James Naremore's On Kubrick is a substantial new study of the director's feature films. Each film (excluding Spartacus, omitted on the grounds that it is not an auteurist work) is given approximately twenty pages of analysis, within six rather broad chapters.
Naremore strikes a largely successful balance between production history, synopsis, criticism, and theory. He does include un-necessarily long dialogue extracts, though there is minimal exposition, and his analysis is always fascinating and often original. (Many books on Kubrick, unlike Naremore's, are either overly theoretical [Michel Chion, Thomas Allen Nelson, Mario Falsetto] or overly descriptive [Norman Kagan, Gene D Phillips].)
Do we really need another guide to Kubrick's films? There have been a plethora either written or revised since his death in 1999 [Alison Castle, Paul Duncan, James Howard, Alexander Walker, David Hughes, etc.], though Naremore's is justified because of his archival research. He quotes from screenplay drafts and correspondence, uncovering new information regarding Kubrick's dealings with studios and censors.
The book's photographs are apparently screen-grabs rather than production stills, and are consequently rather murky. There is even a fuzzy screen-grab from a bootleg copy of Fear & Desire, even though a clearer production still of the same shot exists. Ironically, given the book's title, there are no images of Kubrick himself.
Spartacus is omitted from Naremore's consideration, though AI is included. While Kubrick planned AI for much of the early 1990s, arguably little of his original vision remains in the final Steven Spielberg film, so why Naremore includes it yet excludes Spartacus (begun by Anthony Mann, though taken over by Kubrick) is a mystery.
Naremore incorrectly states that A Clockwork Orange was banned by the BBFC; in fact, they passed it uncut for adult audiences. Also, his discussion of Eyes Wide Shut is marred slightly by his misunderstanding of the film's post-production: he wrongly claims that it was Kubrick himself, not the studio, who removed the Bhagavad Gita from the soundtrack and digitally censored the orgy sequence.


— Task details —
Look through the records, and whenever a line includes the word "xlabel", copy it.

[Start of Attachment]

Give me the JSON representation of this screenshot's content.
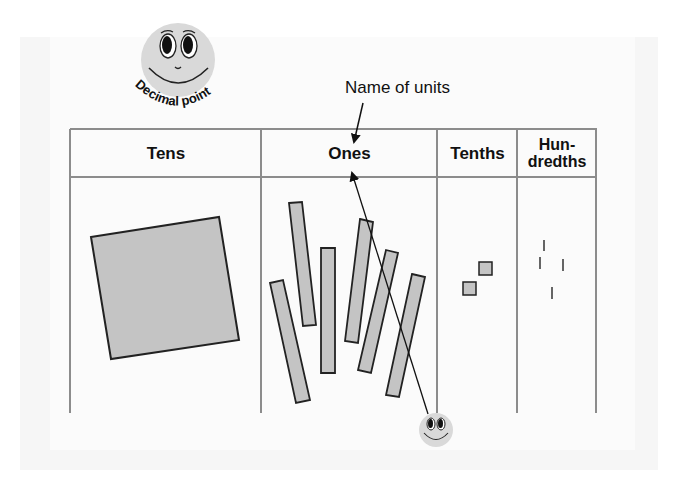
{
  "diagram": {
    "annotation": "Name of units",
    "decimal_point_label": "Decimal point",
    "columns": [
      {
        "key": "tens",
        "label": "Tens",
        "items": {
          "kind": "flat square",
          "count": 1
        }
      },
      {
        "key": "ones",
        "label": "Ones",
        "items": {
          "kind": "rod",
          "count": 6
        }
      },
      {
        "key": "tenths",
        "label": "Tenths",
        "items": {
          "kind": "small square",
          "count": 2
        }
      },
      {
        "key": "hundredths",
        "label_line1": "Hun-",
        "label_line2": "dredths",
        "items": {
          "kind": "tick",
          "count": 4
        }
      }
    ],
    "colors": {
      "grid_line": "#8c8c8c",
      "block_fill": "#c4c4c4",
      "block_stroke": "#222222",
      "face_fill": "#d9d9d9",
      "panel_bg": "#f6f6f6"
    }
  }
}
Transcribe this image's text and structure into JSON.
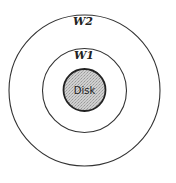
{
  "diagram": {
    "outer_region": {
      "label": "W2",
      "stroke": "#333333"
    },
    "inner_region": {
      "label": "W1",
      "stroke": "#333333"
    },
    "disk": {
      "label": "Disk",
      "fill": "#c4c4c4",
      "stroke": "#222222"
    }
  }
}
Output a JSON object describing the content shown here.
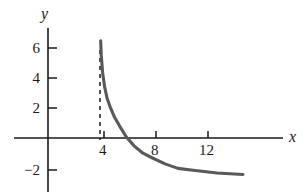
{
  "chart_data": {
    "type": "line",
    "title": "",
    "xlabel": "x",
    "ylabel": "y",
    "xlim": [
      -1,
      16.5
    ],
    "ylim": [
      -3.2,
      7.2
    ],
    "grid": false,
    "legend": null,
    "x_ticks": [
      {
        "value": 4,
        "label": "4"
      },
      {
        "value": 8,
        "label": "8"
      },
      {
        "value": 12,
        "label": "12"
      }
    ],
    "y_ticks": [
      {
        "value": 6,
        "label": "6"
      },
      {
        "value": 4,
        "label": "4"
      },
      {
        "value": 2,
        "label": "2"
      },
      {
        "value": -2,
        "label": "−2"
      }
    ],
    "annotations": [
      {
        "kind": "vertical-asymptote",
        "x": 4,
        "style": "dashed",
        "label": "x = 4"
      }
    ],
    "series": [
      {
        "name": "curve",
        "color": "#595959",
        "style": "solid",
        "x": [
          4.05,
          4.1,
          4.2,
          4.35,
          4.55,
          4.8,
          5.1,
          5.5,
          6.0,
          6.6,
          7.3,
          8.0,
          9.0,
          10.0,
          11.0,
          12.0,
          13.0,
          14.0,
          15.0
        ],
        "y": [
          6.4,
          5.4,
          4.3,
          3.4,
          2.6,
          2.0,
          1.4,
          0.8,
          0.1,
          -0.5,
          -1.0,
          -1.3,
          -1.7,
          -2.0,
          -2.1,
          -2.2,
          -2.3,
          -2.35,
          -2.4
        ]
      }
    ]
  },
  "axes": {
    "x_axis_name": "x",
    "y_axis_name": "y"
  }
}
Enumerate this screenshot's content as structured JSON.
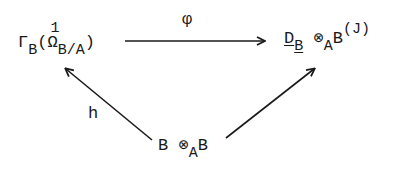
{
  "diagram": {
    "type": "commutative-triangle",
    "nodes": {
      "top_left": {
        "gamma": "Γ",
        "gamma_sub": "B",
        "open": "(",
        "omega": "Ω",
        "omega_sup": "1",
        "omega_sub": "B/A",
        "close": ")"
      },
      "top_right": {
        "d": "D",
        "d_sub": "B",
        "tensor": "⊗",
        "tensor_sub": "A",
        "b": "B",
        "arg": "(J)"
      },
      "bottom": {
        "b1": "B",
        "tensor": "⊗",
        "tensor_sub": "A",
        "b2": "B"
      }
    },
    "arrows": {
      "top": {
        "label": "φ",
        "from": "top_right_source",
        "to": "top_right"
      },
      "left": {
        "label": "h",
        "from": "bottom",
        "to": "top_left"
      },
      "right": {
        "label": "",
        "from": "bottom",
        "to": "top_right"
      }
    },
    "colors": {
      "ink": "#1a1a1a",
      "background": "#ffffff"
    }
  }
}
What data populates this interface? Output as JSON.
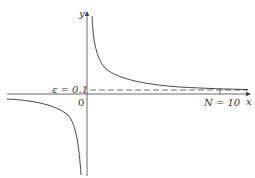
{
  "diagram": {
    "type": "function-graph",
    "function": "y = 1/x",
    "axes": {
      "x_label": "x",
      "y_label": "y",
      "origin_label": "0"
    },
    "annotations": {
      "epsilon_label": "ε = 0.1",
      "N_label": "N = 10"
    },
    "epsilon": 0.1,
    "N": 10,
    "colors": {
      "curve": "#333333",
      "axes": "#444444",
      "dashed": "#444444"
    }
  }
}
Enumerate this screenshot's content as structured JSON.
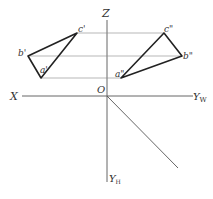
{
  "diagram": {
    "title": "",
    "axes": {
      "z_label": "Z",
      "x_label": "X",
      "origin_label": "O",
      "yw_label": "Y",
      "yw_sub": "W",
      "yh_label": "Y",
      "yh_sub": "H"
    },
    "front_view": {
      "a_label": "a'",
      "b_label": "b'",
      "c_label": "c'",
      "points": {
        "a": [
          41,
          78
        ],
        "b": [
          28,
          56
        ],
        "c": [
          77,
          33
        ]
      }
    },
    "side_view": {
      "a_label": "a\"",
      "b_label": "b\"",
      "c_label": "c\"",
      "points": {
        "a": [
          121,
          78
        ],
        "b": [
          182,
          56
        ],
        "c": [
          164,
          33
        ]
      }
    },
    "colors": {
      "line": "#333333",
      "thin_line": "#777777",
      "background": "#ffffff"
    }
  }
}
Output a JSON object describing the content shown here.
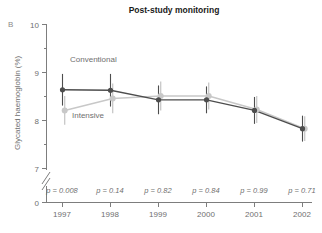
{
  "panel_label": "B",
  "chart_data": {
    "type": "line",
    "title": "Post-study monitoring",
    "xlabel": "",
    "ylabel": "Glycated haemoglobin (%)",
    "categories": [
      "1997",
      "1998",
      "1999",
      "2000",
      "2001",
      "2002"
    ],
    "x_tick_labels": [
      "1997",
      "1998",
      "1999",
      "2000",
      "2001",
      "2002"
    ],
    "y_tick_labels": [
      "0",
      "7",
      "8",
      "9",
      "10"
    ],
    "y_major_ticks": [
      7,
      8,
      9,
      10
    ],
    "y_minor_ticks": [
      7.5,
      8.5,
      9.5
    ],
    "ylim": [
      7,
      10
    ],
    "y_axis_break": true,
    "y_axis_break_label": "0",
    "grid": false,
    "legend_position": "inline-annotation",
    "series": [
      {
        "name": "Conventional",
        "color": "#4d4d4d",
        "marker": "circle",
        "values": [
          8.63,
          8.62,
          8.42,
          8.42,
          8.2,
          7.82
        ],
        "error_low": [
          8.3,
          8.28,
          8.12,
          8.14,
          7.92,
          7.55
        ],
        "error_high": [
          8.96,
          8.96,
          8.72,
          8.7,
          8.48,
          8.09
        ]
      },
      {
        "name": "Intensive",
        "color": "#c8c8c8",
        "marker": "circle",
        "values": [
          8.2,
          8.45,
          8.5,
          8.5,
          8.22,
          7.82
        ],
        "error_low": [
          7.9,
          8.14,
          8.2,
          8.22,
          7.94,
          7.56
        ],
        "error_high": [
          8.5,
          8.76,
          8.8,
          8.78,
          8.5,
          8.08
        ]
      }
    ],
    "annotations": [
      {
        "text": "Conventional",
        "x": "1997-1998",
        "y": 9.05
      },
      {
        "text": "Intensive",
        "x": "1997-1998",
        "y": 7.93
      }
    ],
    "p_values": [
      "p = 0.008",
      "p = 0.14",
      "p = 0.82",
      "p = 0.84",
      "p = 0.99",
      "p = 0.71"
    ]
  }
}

[End of Attachment]
[Start of Attachment]

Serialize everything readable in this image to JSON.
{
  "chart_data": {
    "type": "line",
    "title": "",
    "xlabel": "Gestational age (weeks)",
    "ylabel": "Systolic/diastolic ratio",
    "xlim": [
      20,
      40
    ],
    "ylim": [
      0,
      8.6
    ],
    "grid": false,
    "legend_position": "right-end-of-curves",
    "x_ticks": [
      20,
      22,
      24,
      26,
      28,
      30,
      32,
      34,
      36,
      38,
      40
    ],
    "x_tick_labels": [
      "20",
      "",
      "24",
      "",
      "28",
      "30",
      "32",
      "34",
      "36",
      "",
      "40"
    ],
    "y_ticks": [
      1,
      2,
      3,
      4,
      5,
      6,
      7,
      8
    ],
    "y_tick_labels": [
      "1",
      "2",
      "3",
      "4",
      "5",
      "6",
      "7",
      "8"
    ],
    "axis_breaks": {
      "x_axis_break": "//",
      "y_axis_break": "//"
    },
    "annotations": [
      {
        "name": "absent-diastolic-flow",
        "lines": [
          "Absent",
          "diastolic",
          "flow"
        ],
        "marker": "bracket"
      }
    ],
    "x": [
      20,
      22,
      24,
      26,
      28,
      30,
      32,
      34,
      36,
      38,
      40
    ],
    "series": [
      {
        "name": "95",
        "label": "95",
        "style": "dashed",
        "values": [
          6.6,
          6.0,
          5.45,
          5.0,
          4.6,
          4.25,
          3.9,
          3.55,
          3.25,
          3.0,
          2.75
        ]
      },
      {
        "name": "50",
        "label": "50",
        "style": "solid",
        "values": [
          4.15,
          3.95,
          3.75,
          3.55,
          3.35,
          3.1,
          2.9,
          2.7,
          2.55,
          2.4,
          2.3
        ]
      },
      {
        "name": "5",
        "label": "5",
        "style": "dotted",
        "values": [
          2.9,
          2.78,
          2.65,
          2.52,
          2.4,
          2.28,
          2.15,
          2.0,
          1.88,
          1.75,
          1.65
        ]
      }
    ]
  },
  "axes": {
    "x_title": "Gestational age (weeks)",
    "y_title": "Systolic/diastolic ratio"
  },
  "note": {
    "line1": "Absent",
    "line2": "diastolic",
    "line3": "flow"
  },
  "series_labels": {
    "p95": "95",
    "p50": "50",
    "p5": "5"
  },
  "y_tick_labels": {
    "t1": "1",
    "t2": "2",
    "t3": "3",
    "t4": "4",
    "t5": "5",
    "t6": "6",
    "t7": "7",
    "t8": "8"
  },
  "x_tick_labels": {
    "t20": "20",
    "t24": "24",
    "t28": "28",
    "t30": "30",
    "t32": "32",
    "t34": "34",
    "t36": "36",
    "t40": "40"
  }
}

[End of Attachment]
[Start of Attachment]

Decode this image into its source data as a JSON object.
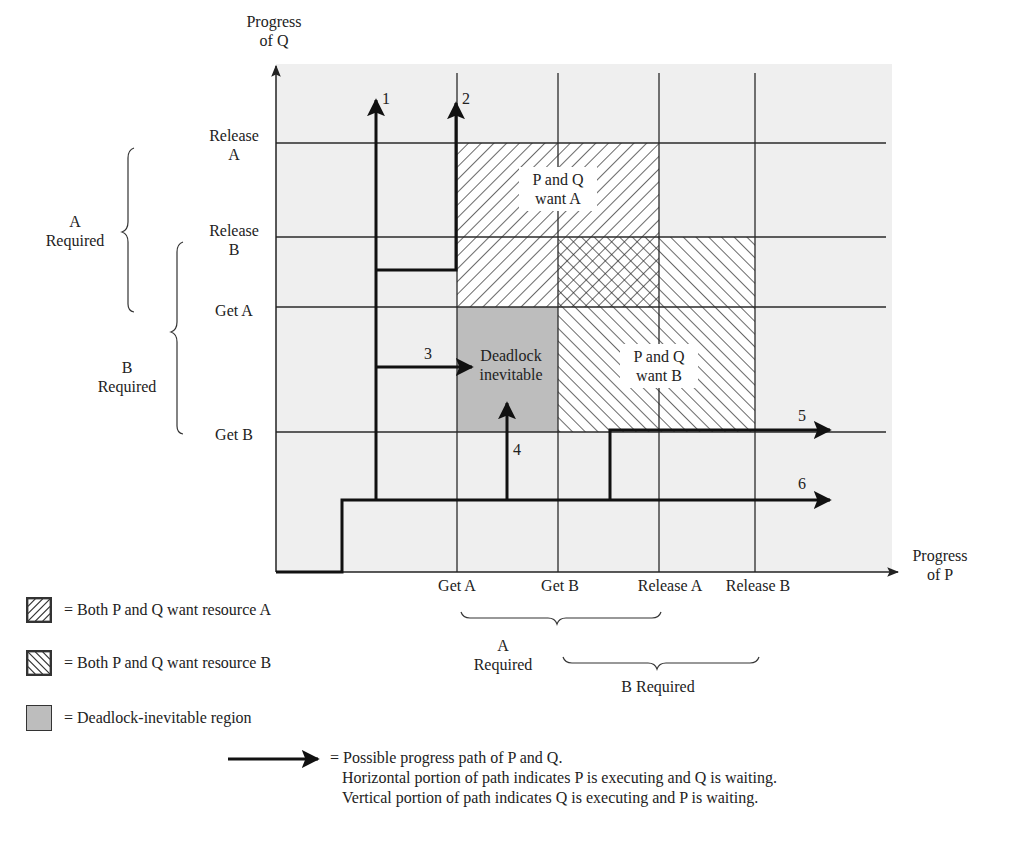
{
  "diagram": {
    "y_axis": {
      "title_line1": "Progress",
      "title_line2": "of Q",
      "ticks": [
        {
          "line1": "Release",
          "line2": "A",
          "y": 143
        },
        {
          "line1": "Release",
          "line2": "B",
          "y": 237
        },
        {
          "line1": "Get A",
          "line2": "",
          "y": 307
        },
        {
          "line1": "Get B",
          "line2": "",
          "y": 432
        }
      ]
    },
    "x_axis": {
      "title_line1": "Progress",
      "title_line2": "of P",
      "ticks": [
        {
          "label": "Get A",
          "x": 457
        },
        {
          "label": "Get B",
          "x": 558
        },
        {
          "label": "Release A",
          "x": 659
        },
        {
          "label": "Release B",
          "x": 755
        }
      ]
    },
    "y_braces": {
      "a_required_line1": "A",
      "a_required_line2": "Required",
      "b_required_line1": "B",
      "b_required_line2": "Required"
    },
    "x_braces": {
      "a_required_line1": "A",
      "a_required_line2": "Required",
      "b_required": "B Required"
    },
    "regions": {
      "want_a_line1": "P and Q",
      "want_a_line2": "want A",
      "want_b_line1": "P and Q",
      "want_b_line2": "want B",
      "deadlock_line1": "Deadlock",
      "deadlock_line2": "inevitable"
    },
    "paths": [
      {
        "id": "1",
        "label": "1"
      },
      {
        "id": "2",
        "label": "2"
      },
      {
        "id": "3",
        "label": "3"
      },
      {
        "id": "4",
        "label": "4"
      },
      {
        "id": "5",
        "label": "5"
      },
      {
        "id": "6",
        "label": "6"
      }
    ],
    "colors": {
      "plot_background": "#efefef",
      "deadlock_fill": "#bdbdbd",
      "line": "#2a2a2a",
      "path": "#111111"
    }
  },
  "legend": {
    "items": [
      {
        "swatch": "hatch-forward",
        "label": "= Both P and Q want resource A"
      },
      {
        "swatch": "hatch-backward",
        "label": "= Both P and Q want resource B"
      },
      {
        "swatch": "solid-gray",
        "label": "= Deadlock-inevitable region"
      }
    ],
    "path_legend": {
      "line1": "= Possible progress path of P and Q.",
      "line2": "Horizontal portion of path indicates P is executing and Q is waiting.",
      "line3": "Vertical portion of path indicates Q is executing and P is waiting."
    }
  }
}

[End of Attachment]

— Result for this exercise —
    "xlabel": "x",
    "xlabel": "",
    "xlabel": "Gestational age (weeks)",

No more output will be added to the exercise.